I’ve still got some time to go before the first vaccination kicks in and I’m mostly covered, and then a while to wait until a second vaccination before I’m fully covered, but it’s a relief to know that the chances of me ending up seriously ill, in the hospital or dead from COVID-19 are now very slim.
I was part of the crew that raced to get the vaccination when the age was lowered to 40 for the AstraZeneca vaccine.
I envisioned my vaccination would be a big event, lined up (distanced) with people at one of our local community centres, giving congratulatory waves and nods to people I knew and laughing at people inspired to dance a bit after their vaccination.
However, my vaccination was quiet, early in the morning, before the tiny McIntyre Pharmacy in Parkhill opened, with a few other people spaced across the store. We congratulated each other, then quietly went on our way. I sat in the truck and grinned stupidly for a minute, excited that this world-turning pandemic will soon be on the run.
Pharmacists deserve great credit as part of our vaccination effort, hiring extra staff and working long hours to get vaccines in arms. They are an example that in massive society-wide efforts, local engagement is critical.
Vaccines are one of the major reasons we live to be 80 not 60, along with antibiotics, cleansers and electricity.
There’s a reason that more than 90 per cent of people over the age of 80 have been vaccinated and 88 per cent of people over 75. They remember the nasty diseases of their childhood like polio and smallpox — both eradicated by vaccines.
Livestock farmers know the value of vaccines.

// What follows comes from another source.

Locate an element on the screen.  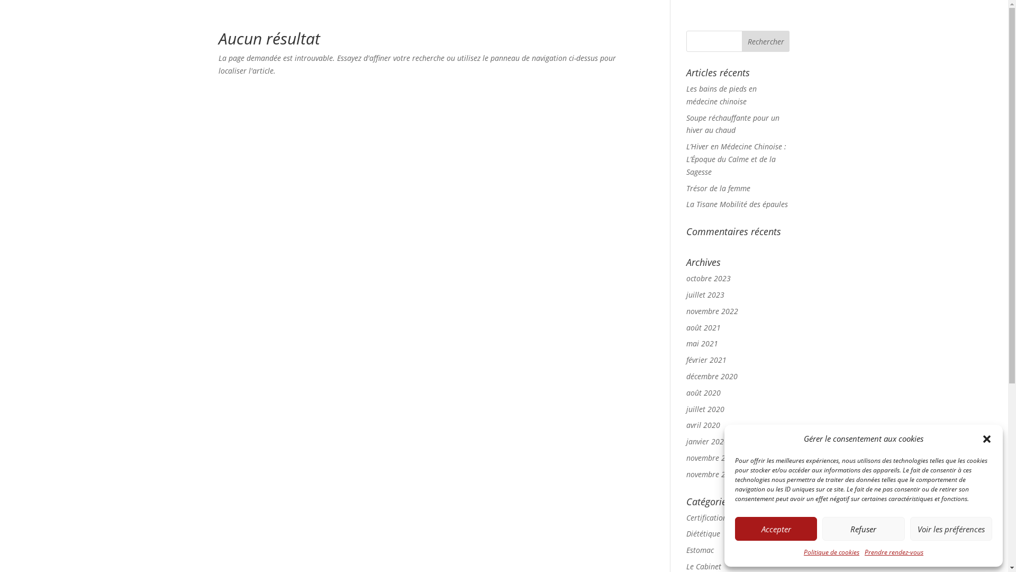
Estomac is located at coordinates (700, 549).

Feedlot operators will take vaccinated calves over unvaccinated calves whenever they can as the numbers on gain and health are clear, especially related to respiratory illness.
The J5 vaccine has had a significant effect on managing E. coli mastitis on dairy farms.

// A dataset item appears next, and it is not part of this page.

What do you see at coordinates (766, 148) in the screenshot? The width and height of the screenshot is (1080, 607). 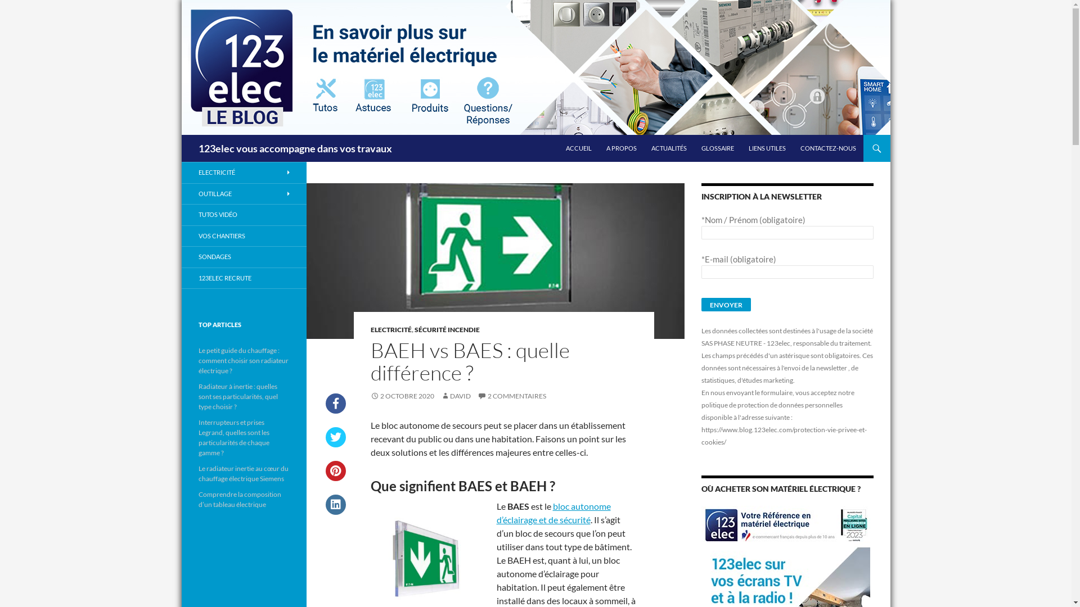 I see `LIENS UTILES` at bounding box center [766, 148].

The hog sector has the most rapid-response experience when it comes to vaccination, with some vaccines developed quickly for disease outbreaks and the use of endogenous vaccines to prepare new arrivals for the disease population in one particular herd.
It’s not surprising that vaccines will take us out of this crisis too.

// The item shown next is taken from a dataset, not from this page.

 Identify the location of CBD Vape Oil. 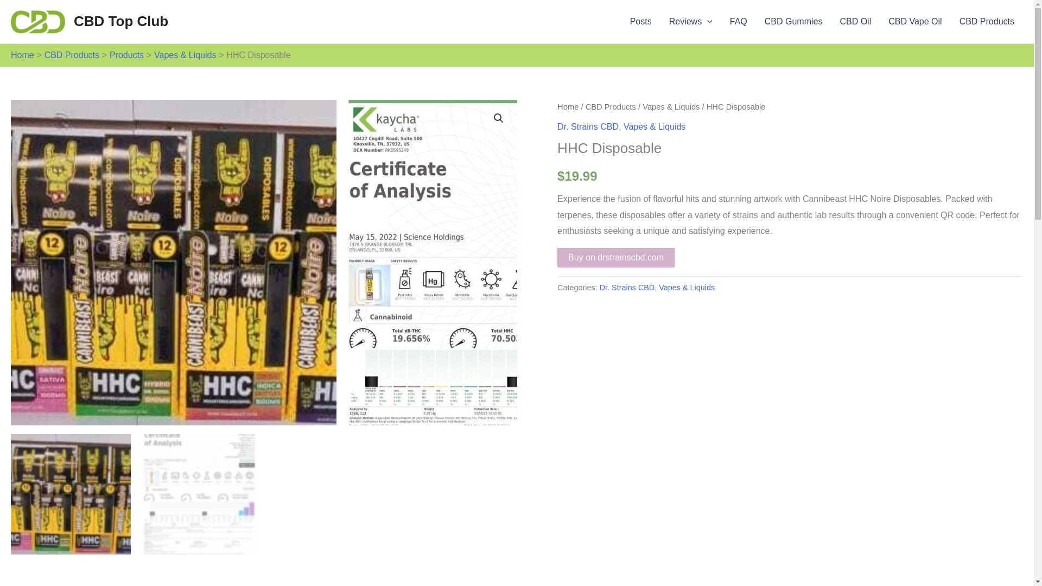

There’s already broad proof of that happening.
Deaths from COVID in long-term care homes have plummeted after vaccines were rushed first to those hotspots, a prudent decision finally made to protect the elderly, after the virus spread through those homes and bumped up Canada’s death rate.
Two of the places that had the worst time controlling the virus are now seeing cases drop to much more manageable levels since aggressive vaccination campaigns were started. About three per cent of Canadians have been infected by COVID-19, but the number is 10 per cent in the United States and 15 per cent in the United Kingdom, according to data from Statistica.
However, both the U.S. and the U.K. have avoided the nasty third wave that’s keeping Canadians home and intensive care units full, because of aggressive vaccinations.
Britain recently had about 2,200 cases in one day, compared to a peak of 60,000 per day in January. Ontario alone is well more than 2,200 cases per day, although I hope that the fast rate of vaccination in Canada will start to have an effect soon.
My nephews in the U.K. are back playing roller hockey, cricket and are in school, while my children are at home full time again and my daughter may not see the school again in her Grade 12 year.
We’re about four months behind the leaders in vaccinations and we need to figure out why that happened. Are we destined to accept worse terms as a smaller country that can’t attract pharmaceutical powerhouses? Did the federal government misjudge when it negotiated delivery terms? Do we lack the big stick of the U.S.?
However, we are well on our way, now with one of the fastest vaccination rates in the world. There are some who expect us to overtake the United States in a month in first vaccination rates.
My hopeful expectation is that we will lead the world in total population vaccinated. So far, the age groups who have been vaccinated has shown very high acceptance. Those numbers will likely drop as vaccinated populations get younger, but Canadians generally have more trust in our regulatory agencies, pride in our health system and are less infected by the conspiracy craziness to the south of us.
That has me looking forward to late summer and fall.